COFE Properties has grabbed a seven-building small-bay industrial portfolio in northeast Atlanta totaling about 397,959 square feet, according to brokers and market listings. The shallow-bay complex is home to roughly 35 tenants across wholesale, distribution, logistics and specialty trades, and it sits at about 83.6 percent leased. JLL Capital Markets arranged acquisition financing for the deal and Synovus provided the loan, industry reporting shows. COFE plans targeted capital projects to upgrade tenant spaces and site infrastructure at the parks.

According to ConnectCRE, JLL Capital Markets lined up a $35.7 million acquisition loan for what is being marketed as the Atlanta Small Bay Portfolio, with Synovus as lender. The seven buildings range from roughly 45,000 to 77,000 square feet and offer average suite sizes in the middle of the typical small-bay range. JLL’s debt advisory team on the transaction was led by Melissa Rose, Bobby Norwood, Nicole Diaz and Preston Bacon, per the report.

Why COFE Is Betting On Small-Bay Space

Small-bay, multi-tenant industrial parks are very much COFE’s preferred playground. The firm focuses on infill locations that serve dense population centers and last-mile distribution, according to COFE Properties. Its stated strategy leans on hands-on management and repositioning in order to drive value, a play that typically includes improving curb appeal, modernizing building systems and making tenant spaces turnkey for light industrial users. The company also highlights an Atlanta presence and a track record of buying shallow-bay assets across the Southeast.

Market Context: Atlanta Still Hungry For Infill Industrial

Atlanta’s industrial market stayed busy through late 2025, with Cushman & Wakefield reporting roughly 8.8 million square feet of deal volume in the fourth quarter and several million square feet of net absorption for the year. That level of activity has kept investors interested in well-located small-bay product, particularly assets that can be upgraded to capture mark-to-market rent growth. For buyers like COFE, steady leasing demand in close-in submarkets helps support capital spending and repositioning plans.

Where This Deal Fits The Market

JLL and other brokers have been marketing similar infill portfolios as chances to consolidate small-bay product and push rents on near-term rollovers, as illustrated in a JLL listing updated in April. That investor material spotlights mark-to-market upside and limited exposure to any single large tenant, traits that line up with COFE’s stated operating playbook. The setup makes shallow-bay parks appealing to buyers who want current income along with future re-leasing upside.

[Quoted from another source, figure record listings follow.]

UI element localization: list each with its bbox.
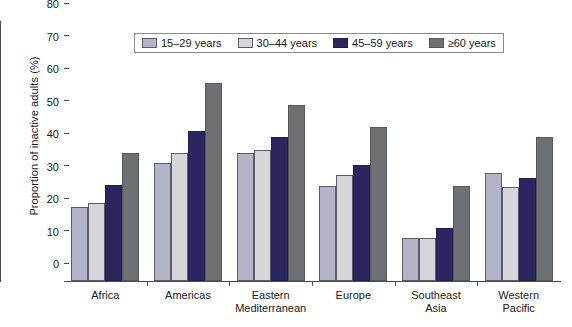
bar[interactable] [436,228,453,281]
legend-label: 15–29 years [161,37,222,49]
bar-set [229,21,312,281]
bar[interactable] [154,163,171,281]
plot-area: 01020304050607080 [64,21,560,281]
y-axis-tick: 40 [47,124,64,142]
x-axis-separator [312,281,313,286]
bar[interactable] [288,105,305,281]
x-axis-label: Western Pacific [477,289,560,315]
x-axis-label: Americas [147,289,230,302]
legend-item[interactable]: 45–59 years [333,37,413,49]
bar-group [312,21,395,281]
bar[interactable] [353,165,370,281]
y-axis-tick-label: 80 [47,0,64,10]
y-axis-tick-label: 0 [53,258,64,270]
legend-label: 30–44 years [257,37,318,49]
bar[interactable] [502,187,519,281]
bar[interactable] [519,178,536,281]
bar-set [312,21,395,281]
legend-swatch-icon [429,38,444,48]
y-axis-tick-label: 20 [47,193,64,205]
bar[interactable] [71,207,88,281]
y-axis-tick: 70 [47,27,64,45]
legend-item[interactable]: ≥60 years [429,37,496,49]
bar-set [395,21,478,281]
bar[interactable] [171,153,188,281]
bar[interactable] [122,153,139,281]
bar[interactable] [336,175,353,281]
x-axis-label: Africa [64,289,147,302]
bar-set [147,21,230,281]
y-axis-tick-label: 60 [47,63,64,75]
y-axis-tick-label: 50 [47,96,64,108]
bar[interactable] [536,137,553,281]
y-axis-tick: 30 [47,157,64,175]
bar[interactable] [237,153,254,281]
bar[interactable] [254,150,271,281]
y-axis-tick: 0 [53,254,64,272]
y-axis-title: Proportion of inactive adults (%) [28,6,40,266]
bar[interactable] [370,127,387,281]
bar[interactable] [419,238,436,281]
y-axis-tick: 80 [47,0,64,12]
x-axis-label: Europe [312,289,395,302]
y-axis-line [0,21,1,282]
bar[interactable] [402,238,419,281]
bar-group [147,21,230,281]
y-axis-tick-label: 70 [47,31,64,43]
x-axis-separator [477,281,478,286]
legend-item[interactable]: 15–29 years [142,37,222,49]
bar-group [64,21,147,281]
y-axis-tick: 10 [47,222,64,240]
bar-group [477,21,560,281]
y-axis-tick-label: 40 [47,128,64,140]
legend-label: ≥60 years [448,37,496,49]
legend: 15–29 years30–44 years45–59 years≥60 yea… [134,33,504,53]
y-axis-tick: 60 [47,59,64,77]
x-axis-label: Eastern Mediterranean [229,289,312,315]
x-axis-separator [147,281,148,286]
bar-group [395,21,478,281]
legend-swatch-icon [333,38,348,48]
x-axis-label: Southeast Asia [395,289,478,315]
bar[interactable] [271,137,288,281]
bar-set [477,21,560,281]
bar[interactable] [88,203,105,281]
bar[interactable] [188,131,205,281]
bar-set [64,21,147,281]
bar[interactable] [105,185,122,281]
bar[interactable] [453,186,470,281]
bar-group [229,21,312,281]
legend-label: 45–59 years [352,37,413,49]
y-axis-tick: 20 [47,189,64,207]
bar[interactable] [205,83,222,281]
x-axis-separator [229,281,230,286]
bar[interactable] [485,173,502,281]
bar-chart: Proportion of inactive adults (%) 010203… [0,0,572,327]
y-axis-tick: 50 [47,92,64,110]
y-axis-tick-mark [64,3,69,4]
legend-item[interactable]: 30–44 years [238,37,318,49]
legend-swatch-icon [142,38,157,48]
legend-swatch-icon [238,38,253,48]
y-axis-tick-label: 30 [47,161,64,173]
bar[interactable] [319,186,336,281]
x-axis-separator [395,281,396,286]
y-axis-tick-label: 10 [47,226,64,238]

COFE has told brokers it will start in on targeted building enhancements, site work and tenant space upgrades to help the parks compete more aggressively in the northeast Atlanta market, ConnectCRE reports. Local leasing activity and smaller build-outs are expected to show up first, with broader exterior and infrastructure work rolling out afterward. Owners and brokers say investors willing to fund modest improvements in close-in industrial pockets often see deeper tenant pools and higher effective rents.